Mélanie Laurent reaches her hand toward a wounded, dirty man on the other side of a sheet of plastic in Oxygen Photo: Shanna Besson/Netflix

Her immediate challenge, though, is frighteningly clear: The oxygen levels in her pod are at about 35% and dropping, and she must fumble her way through a voice-activated computer interface whose solutions — sedatives, mostly — are offered with menacing pushiness. Her capsule is locked, and though she’s able to figure out how to make outgoing phone calls, reception is fuzzy, and finding the right contact information involves a lot of trial and error. The logistics of Oxygen are more sci-fi than the human drama of Stowaway. In the latter, much of the dialogue addresses the moral and ethical dilemmas in attempting to save both individual lives and a crucially important mission. In Oxygen, Laurent repeatedly has to dodge an automated hypodermic needle, advancing on her like an aggressive snake.

Oxygen is a cheesy exploitation thriller, to some degree, with the catch that Aja has become skilled at locating both human interest and immediacy within the confines of cheesy exploitation thrillers. As in Crawl, he knows when to lean on his central performer, and tells a lot of his story through Laurent’s acting, which balances intelligence and resourcefulness with what the MTV Movie Awards have sometimes referred to as the “scared as shit” performance. Oxygen isn’t a horror film, but Aja’s horror background seems to goad him into tightening the suspense, even flirting with moments of body horror when Lauren has to fiddle with the tubes that have kept her character in cryo, and now threaten to override her decisions if she can’t take control of the computer.

Oxygen’s biggest sci-fi ideas are largely cribbed from other, more thoughtful movies, and it takes a while before the eventually twisty story starts offering up genuine surprises. (The first big story turn, regarding the location of Laurent’s pod-like structure, is something many viewers will assume from the opening.) But Aja’s film was shot during the pandemic in summer of 2020, and there are faint echoes of quarantine life in watching someone try to figure out their identity by sifting through digital photos, like someone scrolling through their Instagram feed to remember their own Before Times.

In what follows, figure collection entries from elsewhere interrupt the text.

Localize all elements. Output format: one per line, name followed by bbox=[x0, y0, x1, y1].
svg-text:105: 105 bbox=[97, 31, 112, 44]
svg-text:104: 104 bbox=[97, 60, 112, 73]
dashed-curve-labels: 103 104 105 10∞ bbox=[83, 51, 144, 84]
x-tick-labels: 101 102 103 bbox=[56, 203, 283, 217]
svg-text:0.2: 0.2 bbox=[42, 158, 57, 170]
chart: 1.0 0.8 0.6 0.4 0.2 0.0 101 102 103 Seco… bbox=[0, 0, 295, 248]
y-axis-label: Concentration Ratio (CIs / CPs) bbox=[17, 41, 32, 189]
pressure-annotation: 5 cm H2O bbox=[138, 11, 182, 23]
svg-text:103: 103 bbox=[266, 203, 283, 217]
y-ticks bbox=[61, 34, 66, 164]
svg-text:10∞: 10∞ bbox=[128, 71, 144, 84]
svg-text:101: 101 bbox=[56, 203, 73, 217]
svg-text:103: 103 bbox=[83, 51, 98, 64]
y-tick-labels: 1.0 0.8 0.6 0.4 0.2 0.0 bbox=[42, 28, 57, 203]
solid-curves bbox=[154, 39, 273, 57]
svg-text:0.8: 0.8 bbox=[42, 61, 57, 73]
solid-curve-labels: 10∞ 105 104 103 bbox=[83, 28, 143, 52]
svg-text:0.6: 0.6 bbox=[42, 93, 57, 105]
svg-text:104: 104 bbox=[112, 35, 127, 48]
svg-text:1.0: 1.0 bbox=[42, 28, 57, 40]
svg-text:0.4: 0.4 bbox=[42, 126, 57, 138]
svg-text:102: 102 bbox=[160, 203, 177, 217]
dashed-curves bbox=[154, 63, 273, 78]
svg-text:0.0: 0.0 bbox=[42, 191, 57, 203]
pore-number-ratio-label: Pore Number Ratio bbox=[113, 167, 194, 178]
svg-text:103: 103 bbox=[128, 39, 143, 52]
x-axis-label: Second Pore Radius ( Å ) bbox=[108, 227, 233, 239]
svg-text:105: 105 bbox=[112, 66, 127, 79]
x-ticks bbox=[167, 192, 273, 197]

Oxygen also feels like a pandemic movie by virtue of premiering on Netflix, a service whose capacity to echo our tastes and cinematic experiences back to us has seemingly increased over the past year. Both Oxygen and Stowaway closely resemble movies that have played in theatrical release, whether it’s the white-knuckle peril of Gravity or Crawl, the claustrophobia of Buried or Phone Booth, or the careful problem-solving of The Martian. This isn’t always a given with Netflix originals, some of which inevitably feel more like TV movies than refugees from movie theaters. Oxygen is certainly a cut above in that department; its resemblance to past movies also makes this one a bit uncanny.

Mélanie Laurent seen through a ring of blue light in her cryo-pod in Oxygen Photo: Shanna Besson/Netflix

It isn’t unusual for mainstream movies to reflect the zeitgeist, whether in intentional ways or not. In that sense, Oxygen, Stowaway, and The Midnight Sky all belong on the recent spectrum of Hollywood movies that explore space travel, astronaut peril, and the possibility of colonization, with COVID-19 providing a new lens for their isolated, repopulation-centric stories. Yet these Netflix thrillers also feel like they’ve been shrunk down and recalibrated for a particular kind of home-viewing experience, like they exist in their own enclosed space.

In some ways, this is a promising development; Oxygen is small-scale sci-fi, with plentiful thrills and minimal bombast, as much a locked-pod mystery as anything else. Taken alongside Stowaway, through, and in such close proximity, the films feel like an algorithm A/B testing similar stories, scanning the audience for optimal response that will inform future astronaut narratives.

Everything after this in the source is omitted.